Whenever I pick up my phone, those brightly colored, glossy squares beckon, and I can easily squander 30 minutes mindlessly swiping at the screen. It’s soothing—and hugely unproductive. In Bored and Brilliant, Manoush Zomorodi argues that stepping away from technology is not just healthy, it is essential for creativity and productivity. Research shows that people are now shifting their focus every 45 seconds while working online due to interruptions and competing messages. But being constantly tethered to a phone or tablet is no way to treat our brains if we want to foster new ideas.

Zomorodi, who hosts the popular podcast “Note to Self,” writes, “Creativity—no matter how you define or apply it—needs a push, and boredom, which allows new and different connections to form in our brain, is a most effective muse.” More than 20,000 people around the world signed up when Zomorodi launched the Bored and Brilliant Project, a weeklong challenge to get people to disconnect from their gadgets and tune in to their own thoughts. Challenges like going photo-free for a day are all specifically designed to reconnect us with the world.

In this age of information, Zomorodi’s book seems revolutionary, almost subversive.
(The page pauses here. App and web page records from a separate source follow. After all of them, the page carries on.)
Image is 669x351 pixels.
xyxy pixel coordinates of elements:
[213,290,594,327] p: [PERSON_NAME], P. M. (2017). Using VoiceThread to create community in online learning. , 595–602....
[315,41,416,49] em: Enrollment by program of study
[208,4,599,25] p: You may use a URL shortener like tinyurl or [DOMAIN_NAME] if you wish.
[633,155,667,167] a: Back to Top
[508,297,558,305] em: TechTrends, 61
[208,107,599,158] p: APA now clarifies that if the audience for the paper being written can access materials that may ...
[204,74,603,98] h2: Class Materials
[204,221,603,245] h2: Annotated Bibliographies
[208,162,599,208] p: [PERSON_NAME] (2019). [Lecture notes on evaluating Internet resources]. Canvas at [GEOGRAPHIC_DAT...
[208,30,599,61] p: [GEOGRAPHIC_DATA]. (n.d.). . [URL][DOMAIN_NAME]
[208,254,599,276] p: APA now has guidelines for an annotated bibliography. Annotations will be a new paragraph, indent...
Sprinkled liberally with research and insights from some of the leading minds in technology and futurism, Bored and Brilliant is an important reminder that we are not beholden to our devices. As for me, I’ve deleted the Candy Crush app from my iPhone . . . for now.

 

ALSO IN BOOKPAGE: Read our Q&A with Manoush Zomorodi for Bored and Brilliant.

This article was originally published in the September 2017 issue of BookPage. Download the entire issue for the Kindle or Nook.

In Bored and Brilliant, Manoush Zomorodi argues that stepping away from technology is not just healthy, it is essential for creativity and productivity. Research shows that people are now shifting their focus every 45 seconds while working online due to interruptions and competing messages. But being constantly tethered to a phone or tablet is no way to treat our brains if we want to foster new ideas.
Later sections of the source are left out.